When the House Feels Like Mine Again

Reading Time: 2 minutes

There was a period when it felt like a shell.

Not immediately. The empty nest grief did not arrive immediately, which I was warned about, which I experienced anyway because being warned does not constitute being prepared, because knowledge and experience are different countries and knowing that something will be hard does not make the hard less present when it arrives. But after the first weeks of adjustment and the tentative inhabiting of the new quiet, there was a period when the house felt like what it was without the children in it, which was the infrastructure of a version of life that was over, the rooms arranged for a family that no longer gathered in them in the same way, the table set for a number that was no longer the right number.

And then something shifted.

I cannot point to a date. It was not a morning. It was more like a season, a slow reoccupying, the house and I finding each other again in a different configuration. I moved things. Not everything. But things had been in places because of the logistics of a family life and some of those things could be in different places now, could be arranged around what I actually wanted rather than what the flow of a household with children required. The table moved. The chair I bought for the reading went where the light was best rather than where it fit around everything else.

Small rearrangements. They added up to something.

One morning I came downstairs and the light was coming through the window the way I had moved things to let it come, and I stood in my kitchen in my own house in the particular quality of that morning light and I thought: this is my house. Not the family’s house that I live in. Not the container for the life we were all building together. My house. The place I come home to. The place that is arranged around me, that holds my things in the places I put them, that is mine in the specific sense of belonging to who I actually am rather than who I have been required to be.

I made coffee and I stood in the light and I was home.

Fully, actually home. It had been a long time since I was that. I am staying.

Author: Amy Tucker

Amy Tucker is a graduate of the Master of Human Rights and Social Justice program at Thompson Rivers University on Secwépemc territory. Her work develops alonetude—intentional, positive aloneness—as a counter-frame to loneliness, across personal, somatic, and structural registers. 30 Days by the Sea is her digital thesis.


■ What the exercise asks
Among the records, which lines hold the word "circle"? Pick them out.

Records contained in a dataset
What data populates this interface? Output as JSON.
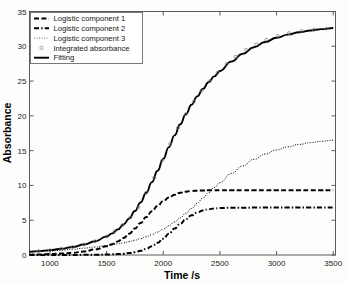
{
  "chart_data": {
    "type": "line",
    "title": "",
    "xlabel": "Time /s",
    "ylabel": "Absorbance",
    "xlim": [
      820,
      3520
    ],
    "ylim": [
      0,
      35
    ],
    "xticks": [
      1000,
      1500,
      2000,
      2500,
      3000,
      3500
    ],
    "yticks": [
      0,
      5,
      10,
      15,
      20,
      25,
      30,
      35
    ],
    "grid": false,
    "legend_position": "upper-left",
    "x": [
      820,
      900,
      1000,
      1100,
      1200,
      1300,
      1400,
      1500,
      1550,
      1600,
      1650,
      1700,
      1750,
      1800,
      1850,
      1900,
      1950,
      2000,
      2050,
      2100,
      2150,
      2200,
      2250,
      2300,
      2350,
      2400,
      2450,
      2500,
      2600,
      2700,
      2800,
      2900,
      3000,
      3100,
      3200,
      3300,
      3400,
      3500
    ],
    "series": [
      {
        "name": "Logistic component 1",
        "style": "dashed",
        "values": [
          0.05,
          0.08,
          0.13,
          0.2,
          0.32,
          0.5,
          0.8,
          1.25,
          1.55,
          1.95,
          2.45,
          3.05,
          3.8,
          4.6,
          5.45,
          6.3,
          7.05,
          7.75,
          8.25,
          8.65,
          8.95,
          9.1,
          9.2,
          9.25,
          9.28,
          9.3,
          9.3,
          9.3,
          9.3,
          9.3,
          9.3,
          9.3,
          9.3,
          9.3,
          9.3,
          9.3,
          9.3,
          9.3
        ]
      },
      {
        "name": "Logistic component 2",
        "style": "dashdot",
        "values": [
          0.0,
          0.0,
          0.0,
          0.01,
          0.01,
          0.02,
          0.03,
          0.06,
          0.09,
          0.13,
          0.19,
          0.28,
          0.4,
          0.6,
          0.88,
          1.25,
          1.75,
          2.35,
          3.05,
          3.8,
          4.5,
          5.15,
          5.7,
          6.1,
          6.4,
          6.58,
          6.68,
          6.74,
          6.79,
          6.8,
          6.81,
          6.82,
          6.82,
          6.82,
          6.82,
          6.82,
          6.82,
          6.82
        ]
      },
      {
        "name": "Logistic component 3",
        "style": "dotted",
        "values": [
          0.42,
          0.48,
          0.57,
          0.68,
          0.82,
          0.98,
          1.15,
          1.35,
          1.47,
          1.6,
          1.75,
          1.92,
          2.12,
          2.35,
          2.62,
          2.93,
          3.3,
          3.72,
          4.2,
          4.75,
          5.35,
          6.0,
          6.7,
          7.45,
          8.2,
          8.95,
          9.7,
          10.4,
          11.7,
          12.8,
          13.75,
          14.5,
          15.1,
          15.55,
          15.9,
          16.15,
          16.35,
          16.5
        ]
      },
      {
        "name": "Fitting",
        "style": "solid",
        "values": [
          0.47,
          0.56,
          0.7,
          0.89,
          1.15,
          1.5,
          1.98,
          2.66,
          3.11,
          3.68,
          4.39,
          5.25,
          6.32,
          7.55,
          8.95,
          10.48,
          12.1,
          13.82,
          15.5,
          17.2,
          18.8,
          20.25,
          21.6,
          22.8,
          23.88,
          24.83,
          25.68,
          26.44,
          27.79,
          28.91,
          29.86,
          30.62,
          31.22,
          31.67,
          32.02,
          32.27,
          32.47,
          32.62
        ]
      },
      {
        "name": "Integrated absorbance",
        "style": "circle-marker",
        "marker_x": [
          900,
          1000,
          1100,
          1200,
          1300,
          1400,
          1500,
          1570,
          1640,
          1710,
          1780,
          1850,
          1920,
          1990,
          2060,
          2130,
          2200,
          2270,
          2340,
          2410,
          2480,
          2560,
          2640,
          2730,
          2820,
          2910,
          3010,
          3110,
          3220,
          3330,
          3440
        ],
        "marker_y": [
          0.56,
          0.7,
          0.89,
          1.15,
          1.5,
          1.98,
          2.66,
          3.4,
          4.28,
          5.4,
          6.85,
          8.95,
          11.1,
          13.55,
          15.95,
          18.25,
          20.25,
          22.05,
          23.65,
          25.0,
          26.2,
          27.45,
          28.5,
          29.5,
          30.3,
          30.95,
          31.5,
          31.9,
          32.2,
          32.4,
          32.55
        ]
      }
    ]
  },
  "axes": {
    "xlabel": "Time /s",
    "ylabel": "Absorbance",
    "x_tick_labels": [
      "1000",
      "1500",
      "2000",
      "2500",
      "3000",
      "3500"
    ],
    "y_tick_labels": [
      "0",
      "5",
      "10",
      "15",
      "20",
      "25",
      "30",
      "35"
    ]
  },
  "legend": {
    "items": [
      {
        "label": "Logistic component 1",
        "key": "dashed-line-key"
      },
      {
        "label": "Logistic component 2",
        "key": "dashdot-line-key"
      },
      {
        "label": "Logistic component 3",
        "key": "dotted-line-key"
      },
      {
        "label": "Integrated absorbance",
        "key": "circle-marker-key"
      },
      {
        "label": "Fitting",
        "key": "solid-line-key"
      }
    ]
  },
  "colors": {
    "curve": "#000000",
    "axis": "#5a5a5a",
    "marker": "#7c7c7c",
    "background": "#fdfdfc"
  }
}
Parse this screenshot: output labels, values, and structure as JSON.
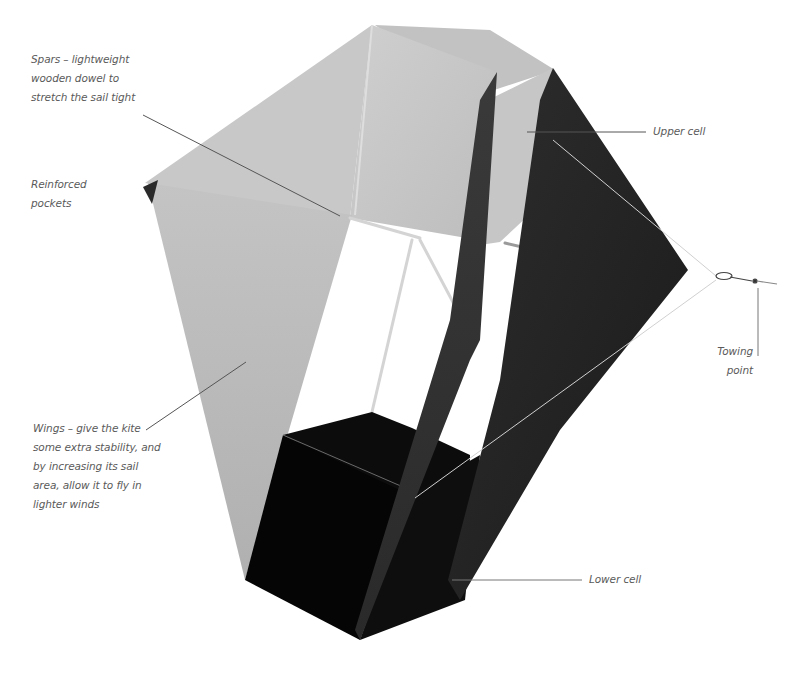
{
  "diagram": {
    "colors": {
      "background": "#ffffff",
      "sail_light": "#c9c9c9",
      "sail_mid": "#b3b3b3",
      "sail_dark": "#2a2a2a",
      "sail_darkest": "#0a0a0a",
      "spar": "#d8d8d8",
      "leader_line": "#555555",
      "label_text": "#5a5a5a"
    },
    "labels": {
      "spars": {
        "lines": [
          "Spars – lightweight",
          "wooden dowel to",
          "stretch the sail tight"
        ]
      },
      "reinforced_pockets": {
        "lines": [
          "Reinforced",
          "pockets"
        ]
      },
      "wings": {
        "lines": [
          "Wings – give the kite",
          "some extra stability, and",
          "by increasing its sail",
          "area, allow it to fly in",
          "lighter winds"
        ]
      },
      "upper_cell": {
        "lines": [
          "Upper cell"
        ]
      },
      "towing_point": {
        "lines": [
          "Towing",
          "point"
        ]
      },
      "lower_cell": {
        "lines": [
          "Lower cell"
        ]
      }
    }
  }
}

---

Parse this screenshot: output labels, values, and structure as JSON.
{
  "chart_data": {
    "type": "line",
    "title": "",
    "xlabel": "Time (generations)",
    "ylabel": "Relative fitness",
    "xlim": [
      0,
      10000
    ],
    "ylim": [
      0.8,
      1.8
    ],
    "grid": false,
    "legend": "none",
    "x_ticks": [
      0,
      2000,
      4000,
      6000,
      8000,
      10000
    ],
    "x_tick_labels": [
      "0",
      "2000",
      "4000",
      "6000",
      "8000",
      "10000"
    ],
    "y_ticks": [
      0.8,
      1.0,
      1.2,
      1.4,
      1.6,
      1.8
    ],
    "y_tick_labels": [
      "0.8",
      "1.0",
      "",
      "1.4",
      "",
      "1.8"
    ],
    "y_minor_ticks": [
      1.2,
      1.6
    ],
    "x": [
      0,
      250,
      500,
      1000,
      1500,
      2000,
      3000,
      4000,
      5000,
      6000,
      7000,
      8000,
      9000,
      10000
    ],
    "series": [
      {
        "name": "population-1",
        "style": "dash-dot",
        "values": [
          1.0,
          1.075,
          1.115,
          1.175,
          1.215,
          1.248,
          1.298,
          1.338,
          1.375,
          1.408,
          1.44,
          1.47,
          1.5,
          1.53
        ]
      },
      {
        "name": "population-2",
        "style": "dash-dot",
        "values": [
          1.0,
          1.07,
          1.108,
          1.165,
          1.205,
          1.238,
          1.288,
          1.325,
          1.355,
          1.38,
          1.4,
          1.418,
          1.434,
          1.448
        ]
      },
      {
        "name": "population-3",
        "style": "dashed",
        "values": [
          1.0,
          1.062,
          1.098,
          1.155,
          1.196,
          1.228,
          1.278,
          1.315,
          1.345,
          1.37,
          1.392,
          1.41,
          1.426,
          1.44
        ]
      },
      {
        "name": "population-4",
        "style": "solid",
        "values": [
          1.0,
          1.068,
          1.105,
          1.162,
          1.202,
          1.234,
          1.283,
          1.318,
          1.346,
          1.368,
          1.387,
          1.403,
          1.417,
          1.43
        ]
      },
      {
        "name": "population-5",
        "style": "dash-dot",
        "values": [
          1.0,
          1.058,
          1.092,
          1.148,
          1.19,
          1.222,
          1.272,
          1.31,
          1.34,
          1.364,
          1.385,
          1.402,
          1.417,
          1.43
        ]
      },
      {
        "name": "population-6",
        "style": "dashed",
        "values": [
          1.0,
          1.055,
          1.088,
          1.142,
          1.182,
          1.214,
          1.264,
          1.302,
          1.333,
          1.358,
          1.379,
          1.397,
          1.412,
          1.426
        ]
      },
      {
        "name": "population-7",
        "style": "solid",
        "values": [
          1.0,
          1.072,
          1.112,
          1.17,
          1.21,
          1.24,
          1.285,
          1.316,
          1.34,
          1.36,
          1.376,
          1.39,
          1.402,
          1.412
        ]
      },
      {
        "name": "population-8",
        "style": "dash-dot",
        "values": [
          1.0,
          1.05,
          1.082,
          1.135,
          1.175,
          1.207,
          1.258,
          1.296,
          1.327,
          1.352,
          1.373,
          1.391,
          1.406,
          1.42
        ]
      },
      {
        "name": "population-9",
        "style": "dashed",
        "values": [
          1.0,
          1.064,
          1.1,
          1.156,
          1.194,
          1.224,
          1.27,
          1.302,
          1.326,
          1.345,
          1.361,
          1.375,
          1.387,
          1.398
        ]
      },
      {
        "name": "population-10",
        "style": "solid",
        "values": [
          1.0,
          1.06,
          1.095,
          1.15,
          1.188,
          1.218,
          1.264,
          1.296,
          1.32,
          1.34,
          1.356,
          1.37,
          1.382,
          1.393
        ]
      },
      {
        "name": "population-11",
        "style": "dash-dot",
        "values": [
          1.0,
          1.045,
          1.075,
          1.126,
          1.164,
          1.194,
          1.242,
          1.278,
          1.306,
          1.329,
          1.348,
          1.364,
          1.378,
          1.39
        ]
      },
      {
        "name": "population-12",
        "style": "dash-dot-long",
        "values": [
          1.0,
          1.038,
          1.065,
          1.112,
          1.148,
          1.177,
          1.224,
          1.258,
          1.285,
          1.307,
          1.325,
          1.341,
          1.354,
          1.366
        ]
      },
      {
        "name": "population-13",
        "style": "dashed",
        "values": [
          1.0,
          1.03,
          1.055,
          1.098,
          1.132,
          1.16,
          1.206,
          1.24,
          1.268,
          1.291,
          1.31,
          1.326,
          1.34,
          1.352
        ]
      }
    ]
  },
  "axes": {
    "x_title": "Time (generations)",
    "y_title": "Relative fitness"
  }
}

...

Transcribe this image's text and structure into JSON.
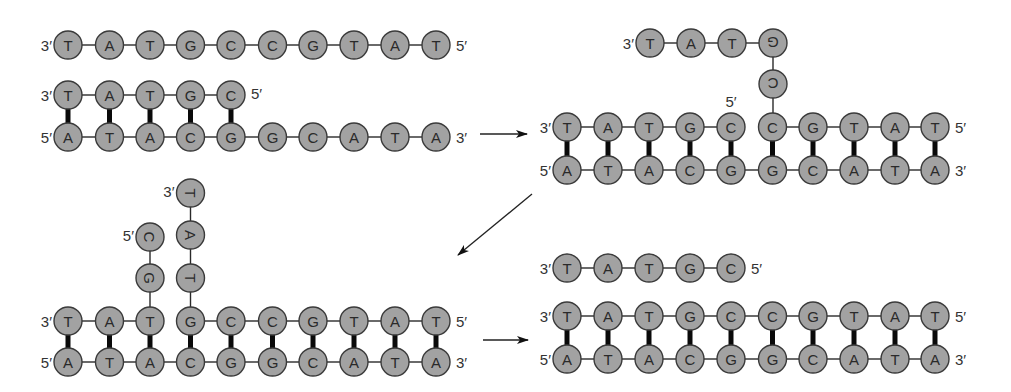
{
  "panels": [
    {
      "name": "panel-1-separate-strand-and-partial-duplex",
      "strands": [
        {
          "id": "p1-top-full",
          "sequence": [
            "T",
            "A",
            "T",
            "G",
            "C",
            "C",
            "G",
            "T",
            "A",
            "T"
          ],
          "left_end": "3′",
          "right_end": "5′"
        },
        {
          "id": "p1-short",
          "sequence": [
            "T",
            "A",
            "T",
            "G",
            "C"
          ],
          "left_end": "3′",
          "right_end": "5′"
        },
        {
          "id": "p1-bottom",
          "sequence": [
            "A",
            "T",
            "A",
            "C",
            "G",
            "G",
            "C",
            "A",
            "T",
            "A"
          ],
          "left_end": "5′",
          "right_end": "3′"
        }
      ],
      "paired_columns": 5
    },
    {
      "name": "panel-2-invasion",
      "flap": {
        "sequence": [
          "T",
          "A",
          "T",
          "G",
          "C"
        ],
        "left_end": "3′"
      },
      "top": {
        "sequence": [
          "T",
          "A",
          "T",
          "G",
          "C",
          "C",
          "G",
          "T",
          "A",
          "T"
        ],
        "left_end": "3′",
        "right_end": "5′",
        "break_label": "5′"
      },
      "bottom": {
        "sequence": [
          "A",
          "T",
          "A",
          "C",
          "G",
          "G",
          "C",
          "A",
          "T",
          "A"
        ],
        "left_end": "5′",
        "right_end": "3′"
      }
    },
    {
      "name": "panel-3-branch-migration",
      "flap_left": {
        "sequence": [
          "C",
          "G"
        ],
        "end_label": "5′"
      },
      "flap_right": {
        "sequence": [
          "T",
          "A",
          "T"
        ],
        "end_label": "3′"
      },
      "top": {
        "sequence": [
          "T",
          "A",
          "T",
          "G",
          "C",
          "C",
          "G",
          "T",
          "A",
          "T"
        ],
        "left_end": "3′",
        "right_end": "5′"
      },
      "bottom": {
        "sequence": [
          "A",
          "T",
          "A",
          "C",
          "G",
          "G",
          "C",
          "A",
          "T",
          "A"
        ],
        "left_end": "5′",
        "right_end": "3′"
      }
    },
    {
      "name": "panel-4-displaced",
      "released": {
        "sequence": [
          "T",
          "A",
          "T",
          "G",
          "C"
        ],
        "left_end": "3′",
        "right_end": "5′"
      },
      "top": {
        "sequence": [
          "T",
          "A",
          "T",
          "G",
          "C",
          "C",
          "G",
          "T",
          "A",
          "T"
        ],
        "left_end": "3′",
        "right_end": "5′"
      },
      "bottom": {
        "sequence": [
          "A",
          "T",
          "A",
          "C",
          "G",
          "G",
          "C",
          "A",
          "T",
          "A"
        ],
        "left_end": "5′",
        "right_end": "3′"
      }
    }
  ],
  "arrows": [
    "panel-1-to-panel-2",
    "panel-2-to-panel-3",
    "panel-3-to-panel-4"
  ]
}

■ Written solution
        "style": "circle-marker",
        "key": "circle-marker-key"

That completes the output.